One advantage of beginning early is seeing your reactions change. When I was 15, Heathcliff was desperately romantic. At 45? What a shmuck!
Another one. 'Greatest American Novel Since WWII'? www.nytimes.com/2012/09/21/booming/21friday-booming.html?smid=tw-nytimes
"Lolita"? "Catch 22"? "Garp"? Another Irving: "Owen Meany." Are short story collections eligible? If so, there's "Cathedral" and "The Things They Carried." And, just a personal favorite, "This Boy's Life."
John Irving is my guiltiest pleasure, and I love Owen Meany, but even I will put foot down and say that no way anything he has done belongs in any greatest book list, even if you limit it to the last 50 years. You want to argue for Michael Chabon, OK. Or a Cormac McCarthy, fine. But no way on Irving, in my humble humble.

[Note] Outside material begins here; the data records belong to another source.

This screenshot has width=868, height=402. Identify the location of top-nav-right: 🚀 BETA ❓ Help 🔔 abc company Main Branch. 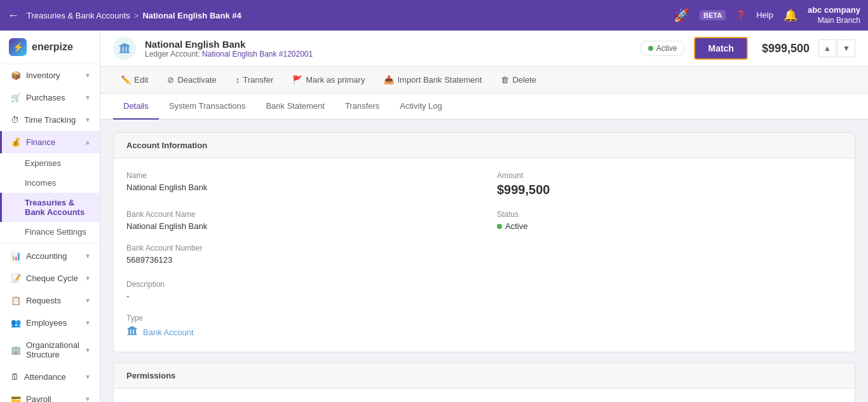
(767, 15).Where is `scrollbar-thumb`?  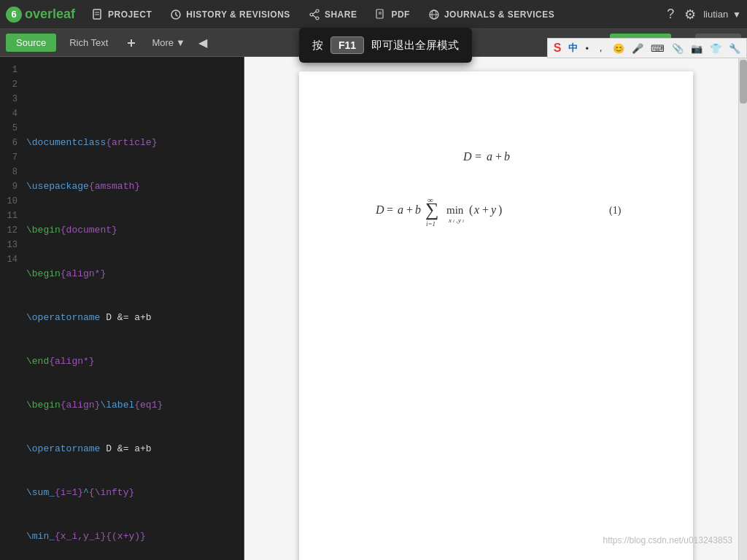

Would the modern-day equivalent be hacking into the sites selling the e-reader form and deleting from the seller's inventory or doing a browser highjack anytime someone tried to download it?
Six pages and nobody's mentioned my error? Huffington is calling it best novel and in my thread title I called it greatest novel.
I'm never sure. A 'composite novel' or a book of 'interrelated shorts stories'? Is 'Winesburg, Ohio' a novel or a short story cycle?